Metal Oxides in Water
In a paper published recently in the journal Nature Communications, Manos Mavrikakis, professor of chemical and biological engineering at the University of Wisconsin-Madison, and his collaborators report fundamental discoveries about how water reacts with metal oxides. The paper opens doors for greater understanding and control of chemical reactions in fields ranging from catalysis to geochemistry and atmospheric chemistry.

Manos Mavrikakis
“These metal oxide materials are everywhere, and water is everywhere, ” Mavrikakis says. “It would be nice to see how something so abundant as water interacts with materials that are accelerating chemical reactions.”
These reactions play a huge role in the catalysis-driven creation of common chemical platforms such as methanol, which is produced on the order of 10 million tons per year as raw material for chemicals production and for uses like fuel. “Ninety percent of all catalytic processes use metal oxides as a support, ” Mavrikakis says. “Therefore, all of the reactions including water as an impurity or reactant or product would be affected by the insights developed.”
Chemists understand how water interacts with many non-oxide metals, which are very homogeneous.
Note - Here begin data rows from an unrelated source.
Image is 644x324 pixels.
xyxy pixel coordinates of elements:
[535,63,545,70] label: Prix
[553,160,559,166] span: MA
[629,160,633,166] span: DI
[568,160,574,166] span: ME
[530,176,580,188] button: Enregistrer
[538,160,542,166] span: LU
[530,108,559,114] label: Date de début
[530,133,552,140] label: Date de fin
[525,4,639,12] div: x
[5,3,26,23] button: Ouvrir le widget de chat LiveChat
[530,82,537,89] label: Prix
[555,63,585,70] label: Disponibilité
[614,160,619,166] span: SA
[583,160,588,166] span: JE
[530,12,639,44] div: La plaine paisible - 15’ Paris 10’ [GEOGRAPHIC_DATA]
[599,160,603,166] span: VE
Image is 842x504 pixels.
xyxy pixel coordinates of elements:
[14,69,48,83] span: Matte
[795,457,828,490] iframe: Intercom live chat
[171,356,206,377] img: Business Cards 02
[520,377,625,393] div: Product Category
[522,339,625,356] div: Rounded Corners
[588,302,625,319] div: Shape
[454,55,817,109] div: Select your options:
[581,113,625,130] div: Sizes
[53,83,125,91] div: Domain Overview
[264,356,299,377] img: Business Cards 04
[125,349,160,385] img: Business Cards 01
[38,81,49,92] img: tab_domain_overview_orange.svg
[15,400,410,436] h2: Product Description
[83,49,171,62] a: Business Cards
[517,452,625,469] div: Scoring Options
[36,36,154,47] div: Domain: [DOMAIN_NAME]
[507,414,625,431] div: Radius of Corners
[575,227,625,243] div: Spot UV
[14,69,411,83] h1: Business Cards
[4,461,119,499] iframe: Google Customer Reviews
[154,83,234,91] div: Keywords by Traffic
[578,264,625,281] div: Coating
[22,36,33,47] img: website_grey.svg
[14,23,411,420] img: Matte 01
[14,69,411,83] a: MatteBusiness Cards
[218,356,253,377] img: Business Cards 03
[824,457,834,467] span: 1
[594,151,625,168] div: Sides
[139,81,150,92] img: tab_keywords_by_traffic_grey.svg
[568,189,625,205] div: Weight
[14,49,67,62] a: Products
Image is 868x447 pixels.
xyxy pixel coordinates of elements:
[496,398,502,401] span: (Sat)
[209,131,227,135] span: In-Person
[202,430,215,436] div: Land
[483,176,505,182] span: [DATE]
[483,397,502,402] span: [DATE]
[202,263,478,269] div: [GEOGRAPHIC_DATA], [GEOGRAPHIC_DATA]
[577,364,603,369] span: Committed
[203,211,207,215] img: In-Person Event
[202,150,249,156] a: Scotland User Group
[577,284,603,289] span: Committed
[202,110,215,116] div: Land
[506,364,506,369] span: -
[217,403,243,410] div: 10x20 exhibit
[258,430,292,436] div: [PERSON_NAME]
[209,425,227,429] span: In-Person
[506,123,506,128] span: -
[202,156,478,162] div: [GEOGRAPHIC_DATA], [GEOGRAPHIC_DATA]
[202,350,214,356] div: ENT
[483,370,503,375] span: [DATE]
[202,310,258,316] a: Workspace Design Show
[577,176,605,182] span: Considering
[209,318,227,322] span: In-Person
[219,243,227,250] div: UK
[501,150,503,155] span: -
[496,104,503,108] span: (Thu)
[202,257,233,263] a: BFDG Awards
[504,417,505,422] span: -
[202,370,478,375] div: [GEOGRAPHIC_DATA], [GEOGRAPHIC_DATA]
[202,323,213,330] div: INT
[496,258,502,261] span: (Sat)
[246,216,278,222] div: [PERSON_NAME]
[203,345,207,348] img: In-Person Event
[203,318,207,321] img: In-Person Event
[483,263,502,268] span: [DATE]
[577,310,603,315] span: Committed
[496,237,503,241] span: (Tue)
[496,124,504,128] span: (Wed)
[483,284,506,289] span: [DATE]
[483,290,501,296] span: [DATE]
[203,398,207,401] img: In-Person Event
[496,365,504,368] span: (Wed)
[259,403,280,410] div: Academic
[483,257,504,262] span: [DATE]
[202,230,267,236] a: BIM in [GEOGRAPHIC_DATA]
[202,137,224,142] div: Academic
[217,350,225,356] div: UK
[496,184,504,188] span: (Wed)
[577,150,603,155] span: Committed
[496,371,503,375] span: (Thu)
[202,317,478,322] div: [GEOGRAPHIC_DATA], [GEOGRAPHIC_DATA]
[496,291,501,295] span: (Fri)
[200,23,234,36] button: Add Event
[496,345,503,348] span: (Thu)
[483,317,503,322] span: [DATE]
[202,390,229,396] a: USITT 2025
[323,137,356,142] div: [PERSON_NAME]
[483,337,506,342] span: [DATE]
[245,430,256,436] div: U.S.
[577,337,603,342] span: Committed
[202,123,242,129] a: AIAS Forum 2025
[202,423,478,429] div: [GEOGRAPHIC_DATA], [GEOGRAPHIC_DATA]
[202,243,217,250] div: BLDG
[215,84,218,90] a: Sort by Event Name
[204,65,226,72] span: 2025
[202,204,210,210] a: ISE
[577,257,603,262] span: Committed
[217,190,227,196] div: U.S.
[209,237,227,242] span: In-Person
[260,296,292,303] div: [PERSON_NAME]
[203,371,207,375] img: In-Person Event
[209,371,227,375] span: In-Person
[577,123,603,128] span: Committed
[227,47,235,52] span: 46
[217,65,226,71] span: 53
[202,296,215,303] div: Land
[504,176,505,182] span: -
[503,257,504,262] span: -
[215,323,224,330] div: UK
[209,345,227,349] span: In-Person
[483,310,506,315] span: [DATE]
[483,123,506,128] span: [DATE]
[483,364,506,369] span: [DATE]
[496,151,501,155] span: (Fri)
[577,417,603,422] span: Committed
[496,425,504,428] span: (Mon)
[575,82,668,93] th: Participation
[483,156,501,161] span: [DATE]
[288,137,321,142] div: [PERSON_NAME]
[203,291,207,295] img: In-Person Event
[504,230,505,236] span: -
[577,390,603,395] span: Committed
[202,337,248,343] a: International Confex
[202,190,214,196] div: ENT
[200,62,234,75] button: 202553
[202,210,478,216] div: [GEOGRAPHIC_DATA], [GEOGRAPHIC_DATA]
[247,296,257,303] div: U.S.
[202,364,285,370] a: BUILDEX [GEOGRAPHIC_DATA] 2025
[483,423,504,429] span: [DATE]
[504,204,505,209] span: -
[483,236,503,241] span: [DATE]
Metal oxides are trickier: an occasional oxygen atom is missing, causing what Mavrikakis calls “oxygen defects.” When water meets with one of those defects, it forms two adjacent hydroxyls — a stable compound comprised of one oxygen atom and one hydrogen atom.
Mavrikakis, assistant scientist Guowen Peng and Ph.D. student Carrie Farberow, along with researchers at Aarhus University in Denmark and Lund University in Sweden, investigated how hydroxyls affect water molecules around them, and how that differs from water molecules contacting a pristine metal oxide surface.
The Aarhus researchers generated data on the reactions using scanning tunneling microscopy (STM). The Wisconsin researchers then subjected the STM images to quantum mechanical analysis that decoded the resulting chemical structures, defining which atom is which. “If you don’t have the component of the work that we provided, there is no way that you can tell from STM alone what the atomic-scale structure of the water is when absorbed on various surfaces” Mavrikakis says.